The area that I expected to see more was scope of service regulation. Nurse practicioners (CRNPs) and Physician Assistants are master level clinicians who have very varied levels of allowable practice by state. Expanding the pool of primary care master level practicioners by expanding scope of service for their skills/training/credentialling seems to me to be both a good approach to reducing the PCP shortfall, and right up the alley of a liberterian. Most liberal health policy wonks would agree to this in half a second.
Health Finance Section 5
Consolidation and market power:
H OSPITALS HAVE COME TO RECOGNIZE THAT BY consolidating their market power, they can force private insurers to accept higher prices.
And then he proposes that there are fewer restrictions on building new hospitals and an encouragement of medical tourism. Both are, in and of themselves, not bad ideas. Dean Baker would probably like them in that they are breaking the limited local monopolies of healthcare by making a metropolitan area based market into national markets. I’m not quite sure how closing the VA helps this problem. Opening the VA up to more prioirity groups or the general civilian population could give some additional competition in consolidated markets. Not a bad idea.
However, the obvious solution is also advanced in a more active federal regulatory role. This is a bit surprising in a good way:
The Universal Exchange Plan would beef up the hospital industry staff of the FTC, so that the agency could do more to challenge anticompetitive hospital mergers. Expanding staffing at a government agency may seem like a counterintuitive way to increase market competition, but antitrust litigation is an important, and underutilized, tool for combating anticompetitive hospital practices. Furthermore, the Plan would protect private-sector consumers from anticompetitive pricing practices by requiring hospitals in extremely concentrated markets— with an HHI above 4,000—to accept Medicare rates from the privately insured and uninsured. Rural communities, which naturally endure a less competitive hospital environment, might require a higher HHI threshold, such as 5,000.

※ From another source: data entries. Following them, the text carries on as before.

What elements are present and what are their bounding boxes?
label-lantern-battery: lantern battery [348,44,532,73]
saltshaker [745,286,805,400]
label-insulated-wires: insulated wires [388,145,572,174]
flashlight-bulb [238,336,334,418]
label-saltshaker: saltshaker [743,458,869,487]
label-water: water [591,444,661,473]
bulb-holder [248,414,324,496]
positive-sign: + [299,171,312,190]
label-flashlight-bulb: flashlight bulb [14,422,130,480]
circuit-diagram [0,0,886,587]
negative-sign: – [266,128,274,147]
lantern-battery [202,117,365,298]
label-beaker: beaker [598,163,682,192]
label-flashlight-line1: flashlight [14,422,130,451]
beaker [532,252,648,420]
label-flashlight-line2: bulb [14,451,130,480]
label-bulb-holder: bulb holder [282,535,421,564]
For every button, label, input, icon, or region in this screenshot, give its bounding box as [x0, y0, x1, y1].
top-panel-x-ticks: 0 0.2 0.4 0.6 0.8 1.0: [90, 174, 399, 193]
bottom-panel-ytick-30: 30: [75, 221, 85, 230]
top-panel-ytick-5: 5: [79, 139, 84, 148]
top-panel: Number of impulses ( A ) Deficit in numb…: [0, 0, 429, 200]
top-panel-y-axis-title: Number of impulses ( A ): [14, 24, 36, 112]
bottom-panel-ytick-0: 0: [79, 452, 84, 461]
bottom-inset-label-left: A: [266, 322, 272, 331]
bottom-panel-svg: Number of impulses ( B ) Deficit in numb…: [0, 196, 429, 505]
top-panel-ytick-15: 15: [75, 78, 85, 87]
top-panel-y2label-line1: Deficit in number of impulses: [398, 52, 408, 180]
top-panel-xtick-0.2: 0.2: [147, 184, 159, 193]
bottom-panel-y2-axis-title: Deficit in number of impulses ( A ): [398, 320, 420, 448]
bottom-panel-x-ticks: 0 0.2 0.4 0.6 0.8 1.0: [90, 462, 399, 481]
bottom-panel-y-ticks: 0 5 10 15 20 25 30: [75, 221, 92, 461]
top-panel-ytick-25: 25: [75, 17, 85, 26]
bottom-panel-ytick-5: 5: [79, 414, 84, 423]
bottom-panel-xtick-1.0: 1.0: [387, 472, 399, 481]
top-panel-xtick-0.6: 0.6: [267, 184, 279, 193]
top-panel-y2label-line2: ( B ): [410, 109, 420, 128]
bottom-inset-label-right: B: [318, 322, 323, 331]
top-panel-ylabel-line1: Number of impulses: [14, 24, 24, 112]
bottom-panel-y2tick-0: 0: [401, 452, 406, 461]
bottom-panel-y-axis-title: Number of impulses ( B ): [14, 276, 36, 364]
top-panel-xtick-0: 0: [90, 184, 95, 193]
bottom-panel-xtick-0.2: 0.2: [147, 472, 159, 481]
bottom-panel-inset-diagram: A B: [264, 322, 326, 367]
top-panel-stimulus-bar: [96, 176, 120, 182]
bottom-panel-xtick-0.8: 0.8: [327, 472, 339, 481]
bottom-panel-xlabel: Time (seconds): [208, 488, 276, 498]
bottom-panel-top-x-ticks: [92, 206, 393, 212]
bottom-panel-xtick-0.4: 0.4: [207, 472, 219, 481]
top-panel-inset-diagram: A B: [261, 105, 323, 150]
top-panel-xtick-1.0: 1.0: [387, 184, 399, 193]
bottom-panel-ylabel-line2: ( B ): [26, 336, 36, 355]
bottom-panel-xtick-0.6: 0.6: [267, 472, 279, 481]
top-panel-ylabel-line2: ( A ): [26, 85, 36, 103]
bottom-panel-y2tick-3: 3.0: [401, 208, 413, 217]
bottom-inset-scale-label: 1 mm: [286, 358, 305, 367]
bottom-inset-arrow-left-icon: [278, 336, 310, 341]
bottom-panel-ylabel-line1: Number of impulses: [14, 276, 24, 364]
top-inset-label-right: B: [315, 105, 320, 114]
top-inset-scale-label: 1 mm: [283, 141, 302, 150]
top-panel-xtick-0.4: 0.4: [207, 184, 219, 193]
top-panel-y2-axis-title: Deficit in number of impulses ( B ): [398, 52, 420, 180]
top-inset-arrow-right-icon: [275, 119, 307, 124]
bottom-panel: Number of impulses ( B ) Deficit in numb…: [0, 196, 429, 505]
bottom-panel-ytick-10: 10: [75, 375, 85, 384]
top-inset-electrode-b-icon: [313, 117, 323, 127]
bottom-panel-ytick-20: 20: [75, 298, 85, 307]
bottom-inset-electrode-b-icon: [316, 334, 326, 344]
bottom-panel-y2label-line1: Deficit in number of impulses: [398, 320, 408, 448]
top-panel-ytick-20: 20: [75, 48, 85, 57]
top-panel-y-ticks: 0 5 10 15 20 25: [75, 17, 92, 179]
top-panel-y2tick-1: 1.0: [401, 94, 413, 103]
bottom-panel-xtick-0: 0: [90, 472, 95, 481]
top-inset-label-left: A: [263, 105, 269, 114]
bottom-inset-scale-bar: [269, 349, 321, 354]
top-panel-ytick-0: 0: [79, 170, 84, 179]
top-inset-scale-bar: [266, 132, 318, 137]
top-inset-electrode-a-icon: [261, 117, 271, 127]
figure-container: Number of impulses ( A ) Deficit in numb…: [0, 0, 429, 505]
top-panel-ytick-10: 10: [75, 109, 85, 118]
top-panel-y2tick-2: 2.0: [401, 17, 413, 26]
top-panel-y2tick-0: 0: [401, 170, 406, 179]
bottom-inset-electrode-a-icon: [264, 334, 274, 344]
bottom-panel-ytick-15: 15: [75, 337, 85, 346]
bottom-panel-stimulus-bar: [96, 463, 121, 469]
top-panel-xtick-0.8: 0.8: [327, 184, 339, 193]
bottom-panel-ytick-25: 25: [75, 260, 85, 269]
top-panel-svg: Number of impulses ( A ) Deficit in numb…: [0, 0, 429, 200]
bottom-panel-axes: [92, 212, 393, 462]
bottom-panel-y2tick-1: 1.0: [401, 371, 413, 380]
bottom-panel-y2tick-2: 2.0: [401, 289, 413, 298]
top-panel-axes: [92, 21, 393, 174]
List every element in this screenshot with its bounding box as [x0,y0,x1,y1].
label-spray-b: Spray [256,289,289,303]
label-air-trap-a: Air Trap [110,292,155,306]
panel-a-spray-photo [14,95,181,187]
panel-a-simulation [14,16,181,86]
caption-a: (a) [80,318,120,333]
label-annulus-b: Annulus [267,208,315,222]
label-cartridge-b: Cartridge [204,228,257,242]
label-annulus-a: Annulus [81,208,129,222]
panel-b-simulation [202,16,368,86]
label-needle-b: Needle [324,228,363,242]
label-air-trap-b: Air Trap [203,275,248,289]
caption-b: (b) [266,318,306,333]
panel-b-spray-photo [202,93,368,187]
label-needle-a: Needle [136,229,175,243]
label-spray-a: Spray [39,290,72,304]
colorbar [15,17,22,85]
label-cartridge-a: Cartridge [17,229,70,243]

Trust busting is a good thing. I would support this in half a second without seeking any other policy trades. I would anticipate liberals would have to give up quite a bit to conservatives to get an active anti-trust enforcement from the FTC on hospitals and key specialty groups.
Restrictions on malpractice torts:
The Universal Exchange Plan would cap malpractice damages for any patient receiving a federal subsidy through Medicare, Medicaid, exchange-based coverage, or other federal programs. Other forms of malpractice reform would properly remain the province of the states, due to states’ sovereignty on most issues of tort law.
If you are poor or old, it doesn’t matter too much if the doctor screws up on you. The rest of his proposals are based on restricting access to the courts for people harmed by providers and limiting damages. We saw in Texas that these policies don’t lower malpractice insurance premiums but do lead to more suffering. The best way to lower malpractice insurance premiums is to reduce the number of incidents that are malpractice or in the fuzzy gray area. In my opinion, the creation of a national safe harbor that if a provider is following national best practices, they are safe, and if they are not, they are on the hook should lead to a strong incentive structure to move medicine away from folk art with idiosyncratic methodologies to a more rigourously defined process where standards of care are much closer to uniform nationally than a haphazard patch of one hospital preferring intensive interventions while the hospital the town over on the same patient with the same indicators goes to a wait and see approach.